Seventeen metals with impossible names. Until a hundred years ago they were unknown, today they are the key to the most advanced technologies. They are called rare earths and have become decisive in geopolitical balances as in conflicts. China controls de facto almost all of the world production, and interrupting the supply would bring the military, aerospace and electronics industry of the Western countries, including Japan, to its knees in few days. The question, therefore, is not only commercial, but central for the rise of China to a planetary superpower. Few people are aware of the enormous importance that rare earth elements have on their daily lives. Today, it is almost impossible that any component with a certain technological content does not have among its constituents a percentage of rare earths whose use extends almost indefinitely in major industries.


When in 1787, in a quarry in the village of Ytterby on Resarö, one of the many islands of the Stockholm archipelago, the Swedish chemist and artillery lieutenant Carl Axel Arrhenius discovered a black mineral never seen before, he thought that he was facing a rare substance, to which he gave the name of ytterbite in homage to the place of discovery.

It was not until 1907 that lutetium, the seventeenth and last element of that strange mixture was discovered, precisely more than a hundred years later, a long time dictated by the difficulty of separating individually the elements from the oxides because of their very similar chemical properties rather than their alleged rarity.

Rare earths are not rare in terms of average crust abundance, but rather for the low concentration of their deposits, normally less than 5% by weight, which makes extraction costs so high that they are not economically justified, unless the labor costs are extremely low or are supported by state subsidies.

The use of rare earths extends almost indefinitely in major industries such as aerospace and defense, nuclear power, high temperature superconductors, very broadband fiber optic cables, computers and mobile phones, steel and ceramics.

However, the pervasiveness of the use of rare earth is exemplified by the modern car, one of its major consumers: the dozens of electric motors in a typical car as well as the speakers of its audio system, use neodymium-iron-boron permanent magnets; the electrical sensors employ yttrium stabilized zirconia to measure and control the oxygen content of the fuel; the three-way catalytic converter uses cerium oxides to reduce nitrogen oxides in gaseous nitrogen and to oxidize carbon monoxide and other unburnt hydrocarbons into carbon dioxide and water in the waste products; the phosphors of the optical screens contain yttrium, europium and terbium oxides; the windshield, mirrors, lenses and other glass components are polished using cerium oxides; the rechargeable batteries of hybrid cars are made of nickel-lanthanum metal hydride; and even the gasoline or fuel that feeds the vehicle are refined using cracking catalysts containing lanthanum and cerium.

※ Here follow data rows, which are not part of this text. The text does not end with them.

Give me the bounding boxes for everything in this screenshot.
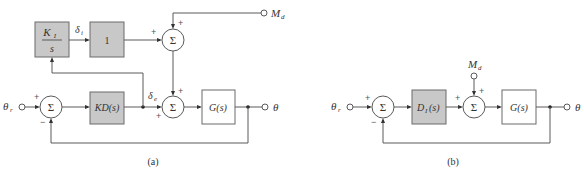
left-summing-junction: Σ <box>40 96 62 118</box>
delta-e-label: δ <box>148 90 153 101</box>
svg-text:Σ: Σ <box>471 101 477 113</box>
caption-a: (a) <box>147 156 158 168</box>
svg-text:−: − <box>371 117 376 127</box>
output-label-b: θ <box>575 101 581 113</box>
svg-text:D: D <box>416 102 425 113</box>
left-summing-junction-b: Σ <box>372 96 394 118</box>
integrator-denominator: s <box>50 43 54 54</box>
svg-text:+: + <box>455 93 460 103</box>
disturbance-label: M <box>270 7 281 19</box>
svg-text:+: + <box>479 86 484 96</box>
svg-text:d: d <box>281 13 285 21</box>
input-label: θ <box>3 100 9 112</box>
svg-text:G(s): G(s) <box>209 102 227 114</box>
svg-text:1: 1 <box>105 35 110 46</box>
delta-i-label: δ <box>75 24 80 35</box>
disturbance-terminal <box>261 10 267 16</box>
input-label-b: θ <box>331 100 337 112</box>
bottom-summing-junction: Σ <box>162 96 184 118</box>
svg-text:+: + <box>365 93 370 103</box>
svg-text:G(s): G(s) <box>510 102 528 114</box>
disturbance-label-b: M <box>467 58 478 70</box>
output-terminal <box>262 104 268 110</box>
svg-text:Σ: Σ <box>170 34 176 46</box>
svg-text:e: e <box>154 95 157 103</box>
unity-block: 1 <box>90 22 124 57</box>
output-label: θ <box>273 101 279 113</box>
controller-block: KD(s) <box>90 92 124 124</box>
diagram-b: θ r + Σ − D I (s) + M d + <box>331 58 581 168</box>
integrator-block: K I s <box>35 22 69 57</box>
integrator-numerator: K <box>42 26 51 38</box>
svg-text:(s): (s) <box>429 102 440 114</box>
svg-text:+: + <box>34 92 39 102</box>
svg-text:Σ: Σ <box>48 101 54 113</box>
plant-block: G(s) <box>202 90 235 124</box>
top-summing-junction: Σ <box>162 29 184 51</box>
caption-b: (b) <box>447 156 459 168</box>
input-terminal <box>19 104 25 110</box>
svg-text:+: + <box>151 27 156 37</box>
svg-text:Σ: Σ <box>170 101 176 113</box>
svg-text:+: + <box>178 18 183 28</box>
svg-text:r: r <box>10 106 13 114</box>
block-diagrams: K I s δ i 1 + Σ + M d <box>0 0 584 175</box>
input-terminal-b <box>347 104 353 110</box>
svg-text:Σ: Σ <box>380 101 386 113</box>
right-summing-junction-b: Σ <box>463 96 485 118</box>
diagram-a: K I s δ i 1 + Σ + M d <box>3 7 285 168</box>
delta-i-sub: i <box>81 29 83 37</box>
svg-text:−: − <box>40 117 45 127</box>
svg-text:KD(s): KD(s) <box>94 102 120 114</box>
svg-text:d: d <box>478 64 482 72</box>
controller-block-b: D I (s) <box>412 90 446 124</box>
disturbance-terminal-b <box>471 73 477 79</box>
svg-text:+: + <box>178 86 183 96</box>
output-terminal-b <box>564 104 570 110</box>
plant-block-b: G(s) <box>502 90 536 124</box>
svg-text:+: + <box>156 111 161 121</box>
svg-text:r: r <box>338 106 341 114</box>
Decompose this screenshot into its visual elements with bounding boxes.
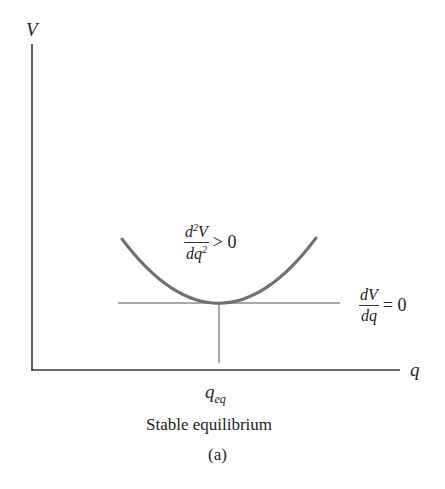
second-derivative-annotation: d2V dq2 > 0 [183,222,236,264]
y-axis-label: V [26,20,38,39]
q-eq-label: qeq [205,382,226,405]
first-derivative-annotation: dV dq = 0 [358,286,406,325]
diagram-caption: (a) [208,446,227,463]
diagram-title: Stable equilibrium [146,416,272,433]
x-axis-label: q [410,360,420,379]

In 1979, the Chinese government under the leadership of Deng Xiaoping made a commitment to adopt policies that promoted foreign trade and economic investments, and a few years later, precisely in 1985, China began the production of large-scale rare. In the late 1990s, China was supplying over 90% of the world’s rare earth supply.

The undisputed superiority of China in extracting and processing rare earths has led to the closure of many rare-earth quarries in Western countries.

In 2010, China announced to reduce to 40% the shares of rare earths destined for exports, which raised great concerns among nations heavily dependent on specialized technologies, such as Japan, the United States and the member countries of the European Union.

In the three years prior to the announcement of the ban, the Chinese production of rare earth had reached the peak of 97% of world production.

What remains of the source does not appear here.